Monday culminated in probably the worst rejection I’ve ever received.  My senior thesis will not be published.  The representatives from the journal were not just discouraging.  They were outright vitriolic.  They were mean-spirited and self-righteous in ways only academics can achieve.  I cried a few times.  I tried to figure out if it could be re-written.  Without the funds of the school behind me, additional research to do re-writes will be nigh impossible.  I don’t know any Deaf historians who would critique it for me, and I hate asking favors of even people I know.

I called it a day on non-fiction.  I read Neil Gaiman’s Make Good Art and was able to edit four chapters of my novel.  I realized how much I enjoyed being a historian again, if only for fifteen minutes or so, and how much I’d like to go to grad school.

Halloween opens at Disneyland today.  The new fiscal year starts in 2 weeks.  To say that I have been busy at work would be an understatement.  I have been running around frantically, arms full of costumes and fabric and shipping documents, and still failing to get a full third of all the things done.     At the second job, I still can’t figure out how to order office supplies.  I don’t have paperclips, or even a pair of scissors.  I have to go three buildings over if I need to use the copier.  I can’t get the temperamental data reporting system to work for me, either.

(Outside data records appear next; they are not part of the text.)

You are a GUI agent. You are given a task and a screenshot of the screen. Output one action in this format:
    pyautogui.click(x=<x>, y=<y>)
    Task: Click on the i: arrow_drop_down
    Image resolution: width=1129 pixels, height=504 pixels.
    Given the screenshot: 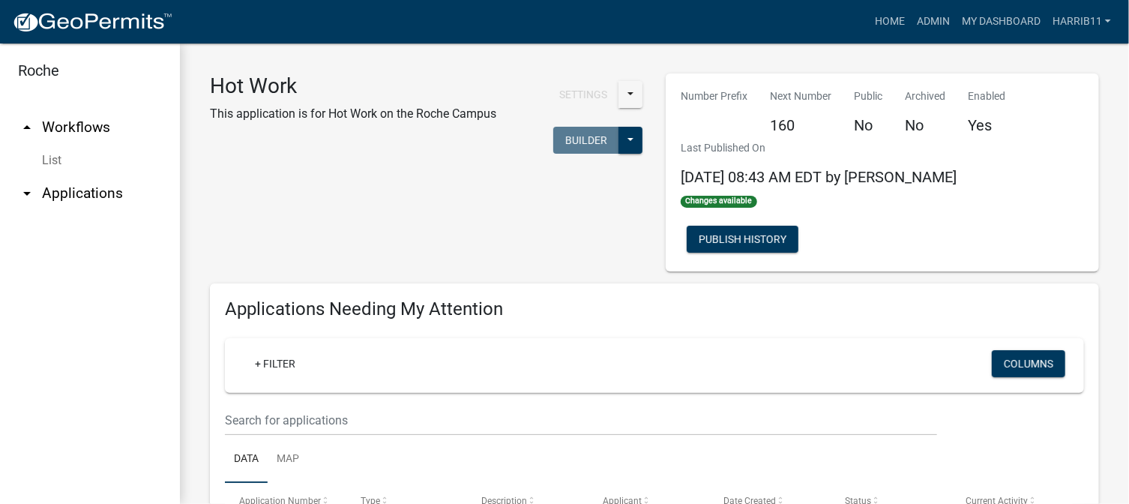 What is the action you would take?
    pyautogui.click(x=27, y=193)
    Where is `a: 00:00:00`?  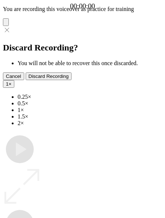 a: 00:00:00 is located at coordinates (82, 6).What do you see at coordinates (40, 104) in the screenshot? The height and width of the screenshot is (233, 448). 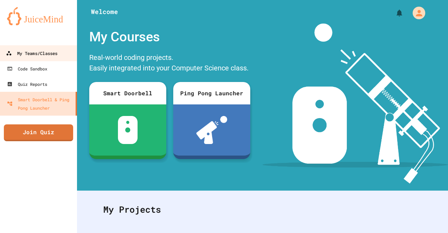 I see `div: Smart Doorbell & Ping Pong Launcher` at bounding box center [40, 104].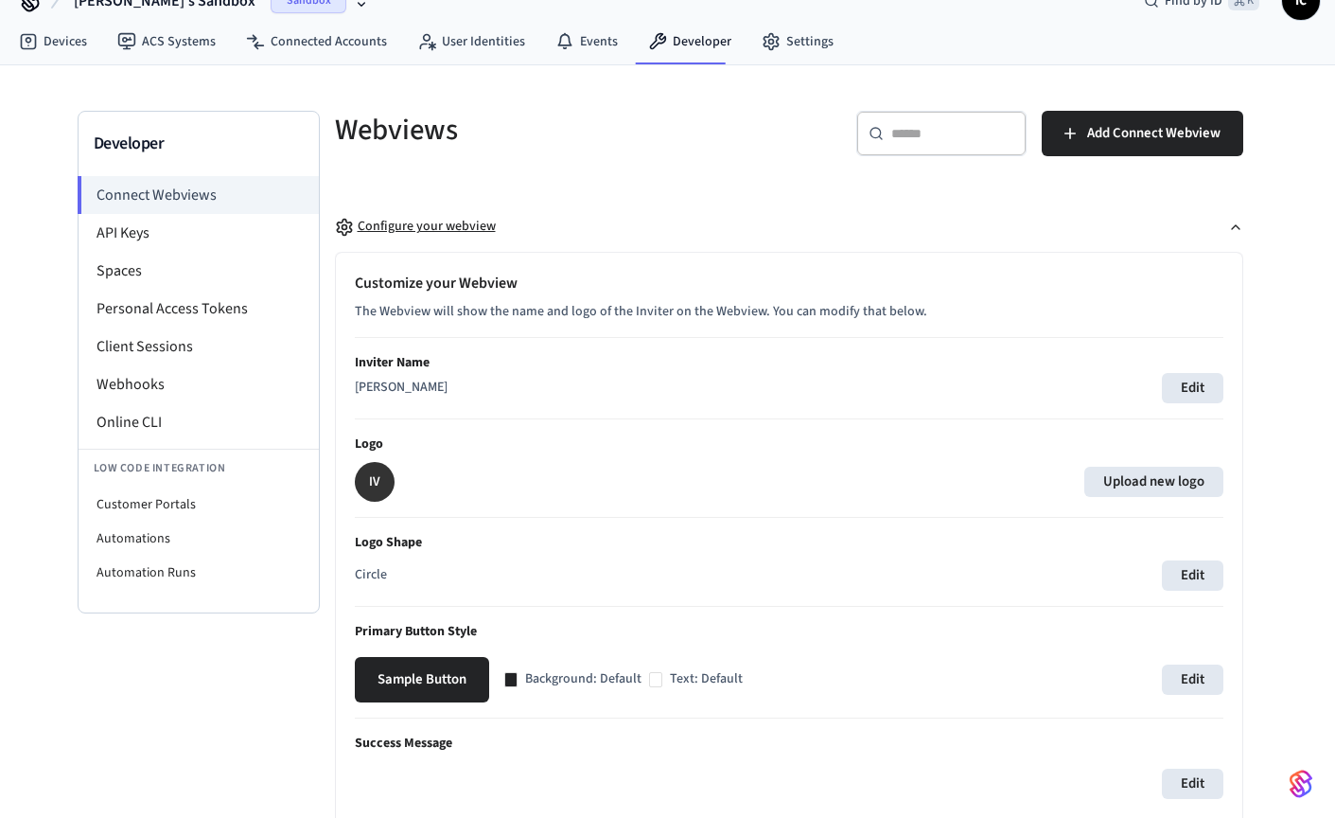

Brian read Clutter Busting by Brooks Palmer for book club at his church this week.  Then he made me read it too.  It’s been a good thing, but we spent most of our time this week talking about what is emotionally wrong with us that we have to collect all this stuff.  Clean out day is Sunday, and I have a feeling we’ll be trashing a lot of things.

I hope this weekend is better.  I don’t think I can take another week like the one I just lived through.  I’m charging on, though.  I’m making good art.